Mortgage June 10, 2026 6 min read

Is now a good time to get a mortgage in 2026? Here's what the data says

With the 10-year Treasury yield at 4.32% and the Fed on hold at 5.25%, 30-year fixed mortgage rates are sitting around 6.8–7.1%. That's well above the pandemic lows of 2.8% — but well below the 1980s peak of 18%. So is now a good time to buy? Here's the honest answer.

What drives mortgage rates?

Most people think the Fed sets mortgage rates. They don't — at least not directly. 30-year fixed mortgage rates are primarily tied to the 10-year Treasury yield, plus a spread that reflects lender risk (typically 1.5–2.5 percentage points above the 10-year).

With the 10-year at 4.32%, a 1.5–1.8 point spread puts 30-year fixed rates at approximately 5.8–6.1% in theory. Current rates of 6.8–7.1% reflect slightly elevated risk spreads — lenders are more cautious about prepayment risk and credit quality than usual.

Mortgage rate snapshot — June 2026
30-year fixed (national avg)6.95%
15-year fixed (national avg)6.32%
5/1 ARM6.18%
10-year Treasury yield4.32%
Fed Funds Rate5.25%
CPI Inflation3.4%

The "marry the house, date the rate" argument — is it valid?

You've probably heard the real estate industry say "marry the house, date the rate" — meaning buy now, refinance when rates fall. There's real logic here, but it's not as simple as agents make it sound.

The math: if you buy a $500,000 home at 6.95% and refinance to 5.5% in two years, you save about $480/month. But refinancing costs $8,000–15,000 in closing costs. Your break-even is roughly 17–31 months — meaning if you stay longer than that, refinancing was worth it.

The strategy holds if: You plan to stay 5+ years, you can comfortably afford the current payment, and you believe rates will meaningfully fall within 2–3 years.

The strategy fails if: You're stretching to afford the current payment, you might move in under 3 years, or rates stay flat or fall only modestly.

The key question: Can you afford the payment at today's rate without financial stress? If the answer is yes and you've found the right property, the rate environment shouldn't stop you. If the answer is "barely," wait.

When will mortgage rates fall?

Mortgage rates will fall when one of two things happens: the Fed cuts rates, or Treasury yields drop. The market currently prices 1–2 Fed rate cuts before year-end 2026 — but this is highly dependent on inflation data.

If CPI drops to 2.5–3.0% by August and the Fed cuts twice, 30-year mortgage rates could fall to 6.2–6.5% by early 2027. That's a meaningful improvement — about $200/month cheaper on a $500k loan — but not a return to pandemic-era rates. The 3% era was a historical anomaly driven by emergency Fed policy. It's unlikely to return unless the economy enters a deep recession.

Should you refinance in 2026?

Only if you took out a loan at 7.5%+ (late 2023 to early 2024 vintage) and can find a rate meaningfully lower. The general rule: refinancing makes sense when you can drop your rate by at least 0.75–1.0 percentage points AND your break-even period is under 30 months.

For most homeowners sitting on sub-4% rates from 2020–2021, refinancing makes zero sense at current levels. Stay put.

Commercial real estate and investment properties

Commercial real estate (CRE) is harder to finance than residential right now. Bank lending standards have tightened post-regional banking stress, and rates on commercial loans are 7.5–9.5% for most property types. Cap rates on multifamily have risen to 5–6%, meaning many deals that penciled out in 2021 no longer do at current prices and rates. If you're evaluating CRE, the math needs to work at current rates, not projected future rates.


- [Work item]: Please, in the data that follows, copy exactly the lines from the line with "Identify the location" through the last one, both included. Do not include pictures.

○ ○ ○

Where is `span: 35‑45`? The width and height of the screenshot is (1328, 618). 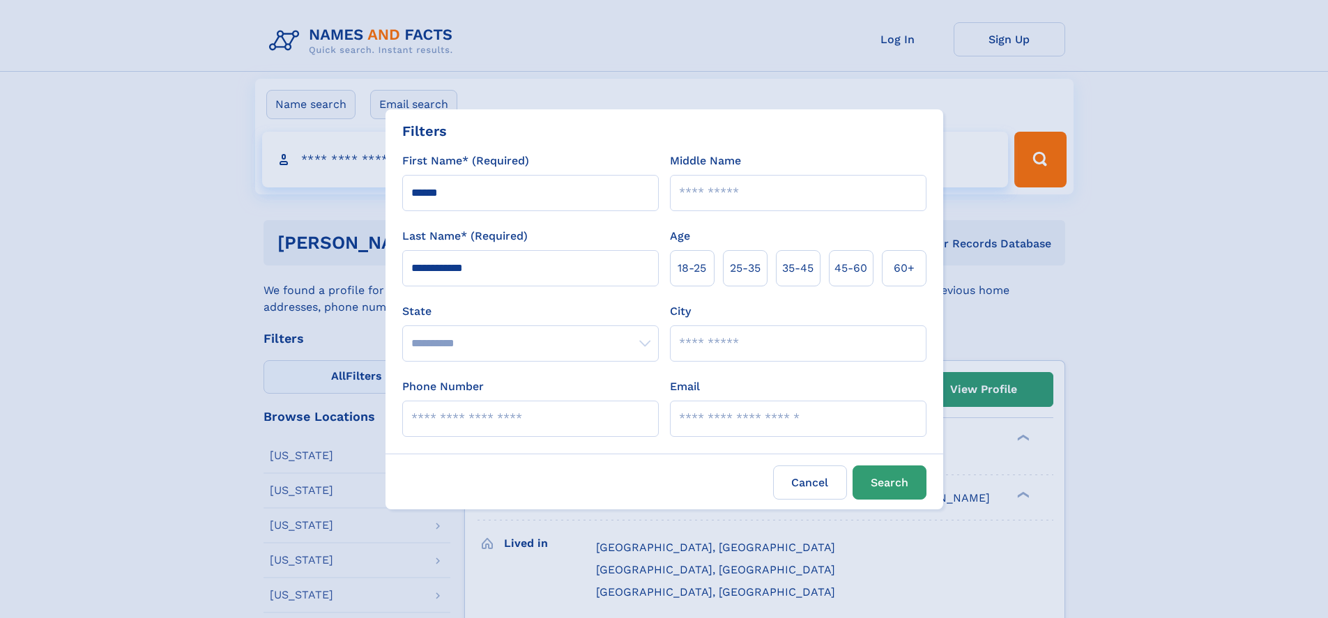 span: 35‑45 is located at coordinates (797, 268).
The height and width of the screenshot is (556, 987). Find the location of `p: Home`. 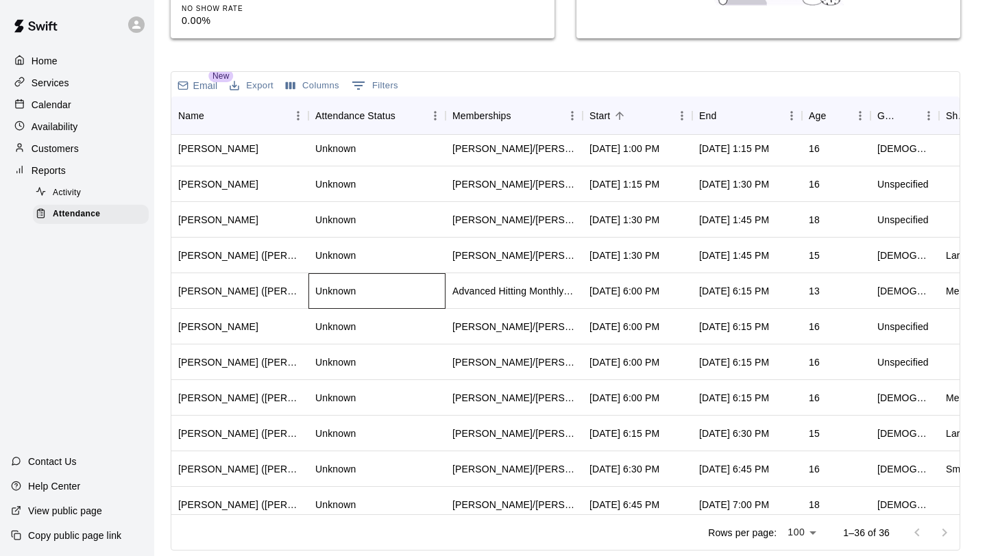

p: Home is located at coordinates (45, 61).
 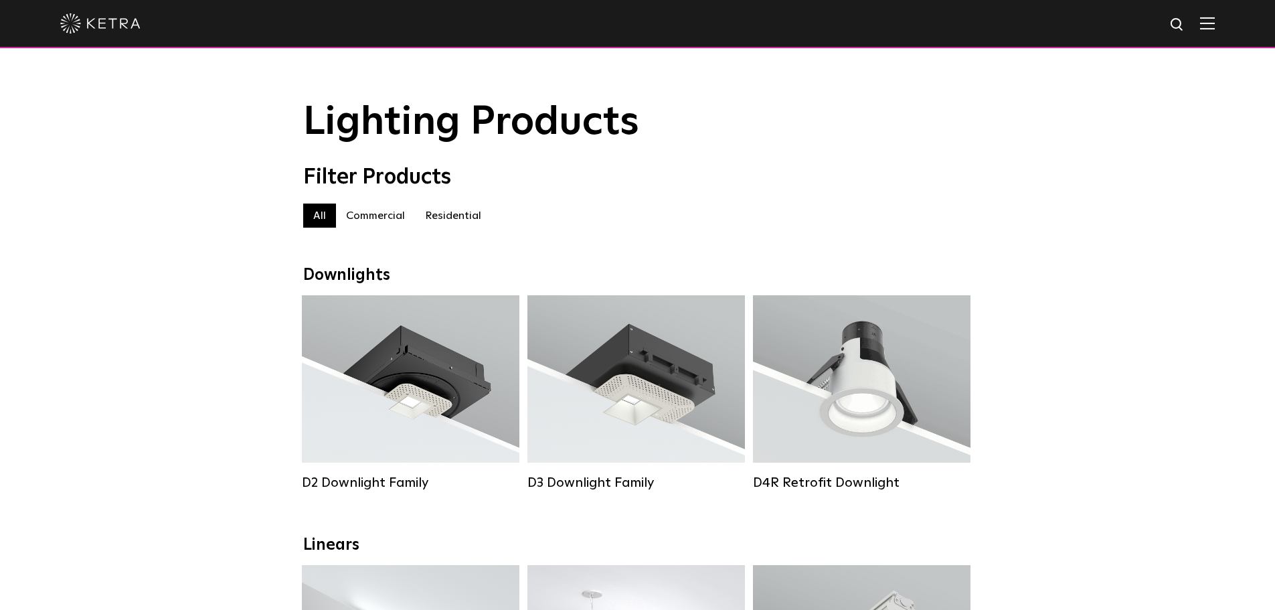 What do you see at coordinates (862, 483) in the screenshot?
I see `div: D4R Retrofit Downlight` at bounding box center [862, 483].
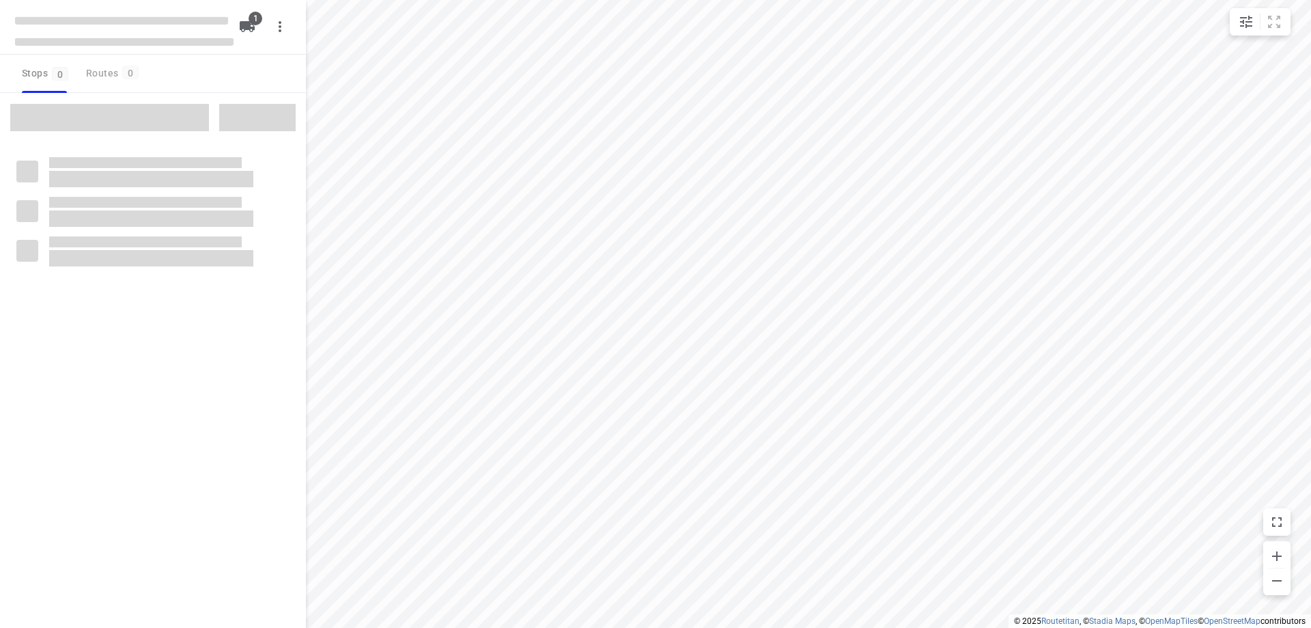 The height and width of the screenshot is (628, 1311). What do you see at coordinates (1260, 22) in the screenshot?
I see `div: small contained button group` at bounding box center [1260, 22].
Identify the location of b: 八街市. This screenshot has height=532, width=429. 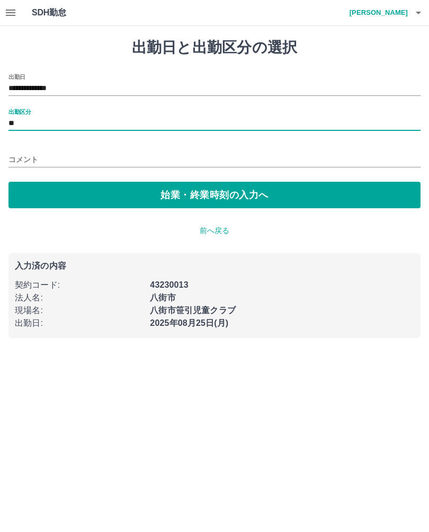
(163, 297).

○ ○ ○

- [Solved problem]:
Identify the location of b: 八街市. This screenshot has height=532, width=429. 
(163, 297).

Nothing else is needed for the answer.